🤖 AI Summary
Conventional audiometric tests inadequately quantify the functional impact of suprathreshold hearing loss—such as presbycusis—on speech understanding, particularly lacking objective, frequency-specific measures of perceptual deficits.
Method: We propose a novel, frequency-specific speech test grounded in automatic speech recognition (ASR). By applying controlled acoustic degradation to simulate high-frequency hearing loss and leveraging ASR as an interpretable perceptual surrogate, our method analyzes phoneme-level confusion patterns—e.g., systematic substitutions (alveolar/palatal → labiodental) and deletions—to yield functional, frequency-resolved diagnostic insights beyond pure-tone audiometry.
Contribution/Results: The constructed test corpus robustly discriminates normal-hearing from hearing-impaired listeners in simulation and successfully recapitulates hallmark perceptual deficits of presbycusis. This framework establishes a new paradigm for objective, fine-grained clinical hearing assessment.
📝 Abstract
Traditional audiometry often fails to fully characterize the functional impact of hearing loss on speech understanding, particularly supra-threshold deficits and frequency-specific perception challenges in conditions like presbycusis. This paper presents the development and simulated evaluation of a novel Automatic Speech Recognition (ASR)-based frequency-specific speech test designed to provide granular diagnostic insights. Our approach leverages ASR to simulate the perceptual effects of moderate sloping hearing loss by processing speech stimuli under controlled acoustic degradation and subsequently analyzing phoneme-level confusion patterns. Key findings indicate that simulated hearing loss introduces specific phoneme confusions, predominantly affecting high-frequency consonants (e.g., alveolar/palatal to labiodental substitutions) and leading to significant phoneme deletions, consistent with the acoustic cues degraded in presbycusis. A test battery curated from these ASR-derived confusions demonstrated diagnostic value, effectively differentiating between simulated normal-hearing and hearing-impaired listeners in a comprehensive simulation. This ASR-driven methodology offers a promising avenue for developing objective, granular, and frequency-specific hearing assessment tools that complement traditional audiometry. Future work will focus on validating these findings with human participants and exploring the integration of advanced AI models for enhanced diagnostic precision.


Where the word "JSON" appears in a line below, copy the whole line.

[Stored dataset items]
<<<<

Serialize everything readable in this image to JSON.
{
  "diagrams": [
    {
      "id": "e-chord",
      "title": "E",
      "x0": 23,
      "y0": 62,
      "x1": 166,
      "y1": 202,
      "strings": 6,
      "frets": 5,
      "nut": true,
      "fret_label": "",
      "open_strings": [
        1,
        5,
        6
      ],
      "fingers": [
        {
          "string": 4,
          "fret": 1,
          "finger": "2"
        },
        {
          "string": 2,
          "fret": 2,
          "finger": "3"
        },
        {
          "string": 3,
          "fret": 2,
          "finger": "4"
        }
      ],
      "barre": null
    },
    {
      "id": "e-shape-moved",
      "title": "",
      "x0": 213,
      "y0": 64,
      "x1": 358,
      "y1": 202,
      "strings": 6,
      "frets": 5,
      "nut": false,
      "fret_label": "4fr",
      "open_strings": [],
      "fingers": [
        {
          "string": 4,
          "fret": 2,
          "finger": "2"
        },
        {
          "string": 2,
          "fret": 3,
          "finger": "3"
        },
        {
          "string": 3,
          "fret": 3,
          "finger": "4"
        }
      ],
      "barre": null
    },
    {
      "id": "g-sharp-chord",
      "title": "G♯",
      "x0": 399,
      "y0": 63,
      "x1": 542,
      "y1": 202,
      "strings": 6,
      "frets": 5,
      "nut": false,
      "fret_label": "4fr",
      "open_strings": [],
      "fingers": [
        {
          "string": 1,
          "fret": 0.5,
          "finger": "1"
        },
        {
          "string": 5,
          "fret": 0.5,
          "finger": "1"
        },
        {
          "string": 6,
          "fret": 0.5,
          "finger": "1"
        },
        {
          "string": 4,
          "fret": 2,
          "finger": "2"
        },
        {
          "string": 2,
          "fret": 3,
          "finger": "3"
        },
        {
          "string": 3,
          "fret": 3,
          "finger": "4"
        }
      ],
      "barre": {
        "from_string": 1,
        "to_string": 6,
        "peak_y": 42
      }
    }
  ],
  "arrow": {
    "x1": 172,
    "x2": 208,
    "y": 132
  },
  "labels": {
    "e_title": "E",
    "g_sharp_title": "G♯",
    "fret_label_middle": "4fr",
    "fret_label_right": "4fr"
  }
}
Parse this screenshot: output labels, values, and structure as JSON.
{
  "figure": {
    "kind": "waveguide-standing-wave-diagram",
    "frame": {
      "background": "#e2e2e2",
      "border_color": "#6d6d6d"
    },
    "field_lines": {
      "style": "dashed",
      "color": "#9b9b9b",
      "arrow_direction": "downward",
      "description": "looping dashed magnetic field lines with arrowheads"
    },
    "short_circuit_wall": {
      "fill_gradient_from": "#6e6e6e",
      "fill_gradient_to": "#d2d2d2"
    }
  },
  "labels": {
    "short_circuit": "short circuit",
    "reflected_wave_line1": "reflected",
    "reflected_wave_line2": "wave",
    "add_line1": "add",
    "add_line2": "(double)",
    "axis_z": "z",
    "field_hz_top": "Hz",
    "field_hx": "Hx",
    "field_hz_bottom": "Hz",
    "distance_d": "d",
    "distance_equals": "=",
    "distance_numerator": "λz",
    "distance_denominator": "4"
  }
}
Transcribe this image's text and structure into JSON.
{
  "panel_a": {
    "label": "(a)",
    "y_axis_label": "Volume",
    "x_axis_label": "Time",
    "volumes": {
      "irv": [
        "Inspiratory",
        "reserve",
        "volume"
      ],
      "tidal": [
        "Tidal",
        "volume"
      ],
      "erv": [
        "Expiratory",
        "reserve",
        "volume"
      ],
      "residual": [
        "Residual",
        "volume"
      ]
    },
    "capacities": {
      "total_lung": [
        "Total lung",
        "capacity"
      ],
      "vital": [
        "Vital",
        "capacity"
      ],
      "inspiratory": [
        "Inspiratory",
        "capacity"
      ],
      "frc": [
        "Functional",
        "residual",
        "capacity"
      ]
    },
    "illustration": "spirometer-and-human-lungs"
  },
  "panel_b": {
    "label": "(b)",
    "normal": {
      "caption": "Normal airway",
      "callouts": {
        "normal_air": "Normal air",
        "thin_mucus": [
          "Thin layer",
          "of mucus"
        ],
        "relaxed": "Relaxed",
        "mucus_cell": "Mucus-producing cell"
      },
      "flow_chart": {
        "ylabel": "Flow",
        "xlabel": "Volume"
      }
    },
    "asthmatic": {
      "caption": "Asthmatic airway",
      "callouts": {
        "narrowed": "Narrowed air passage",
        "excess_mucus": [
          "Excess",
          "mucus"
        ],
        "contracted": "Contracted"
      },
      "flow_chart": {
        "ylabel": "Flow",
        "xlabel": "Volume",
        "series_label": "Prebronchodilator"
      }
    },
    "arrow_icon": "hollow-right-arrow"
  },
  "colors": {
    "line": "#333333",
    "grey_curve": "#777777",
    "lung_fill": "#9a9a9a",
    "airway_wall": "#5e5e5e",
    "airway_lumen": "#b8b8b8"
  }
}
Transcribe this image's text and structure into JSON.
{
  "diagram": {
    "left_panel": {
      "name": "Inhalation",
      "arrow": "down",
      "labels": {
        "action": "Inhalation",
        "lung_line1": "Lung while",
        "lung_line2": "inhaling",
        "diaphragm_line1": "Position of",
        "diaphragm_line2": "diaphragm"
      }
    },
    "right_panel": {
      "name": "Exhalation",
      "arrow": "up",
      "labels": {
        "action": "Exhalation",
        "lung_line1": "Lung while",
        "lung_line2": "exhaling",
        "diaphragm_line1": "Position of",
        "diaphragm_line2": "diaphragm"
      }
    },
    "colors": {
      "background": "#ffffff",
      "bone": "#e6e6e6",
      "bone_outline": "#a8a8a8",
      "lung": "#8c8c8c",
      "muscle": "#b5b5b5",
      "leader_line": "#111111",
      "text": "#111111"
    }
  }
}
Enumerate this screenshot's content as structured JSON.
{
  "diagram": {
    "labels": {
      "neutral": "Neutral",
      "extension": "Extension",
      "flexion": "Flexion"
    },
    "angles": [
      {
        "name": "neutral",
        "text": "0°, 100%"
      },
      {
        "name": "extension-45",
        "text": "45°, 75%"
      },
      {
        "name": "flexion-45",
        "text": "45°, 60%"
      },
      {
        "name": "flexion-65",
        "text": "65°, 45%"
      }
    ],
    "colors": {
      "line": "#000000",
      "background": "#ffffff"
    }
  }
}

>>>>

*Output of the exercise:*
Serialize everything readable in this image to JSON.
Parse this screenshot: output labels, values, and structure as JSON.
Transcribe this image's text and structure into JSON.
Transcribe this image's text and structure into JSON.
Enumerate this screenshot's content as structured JSON.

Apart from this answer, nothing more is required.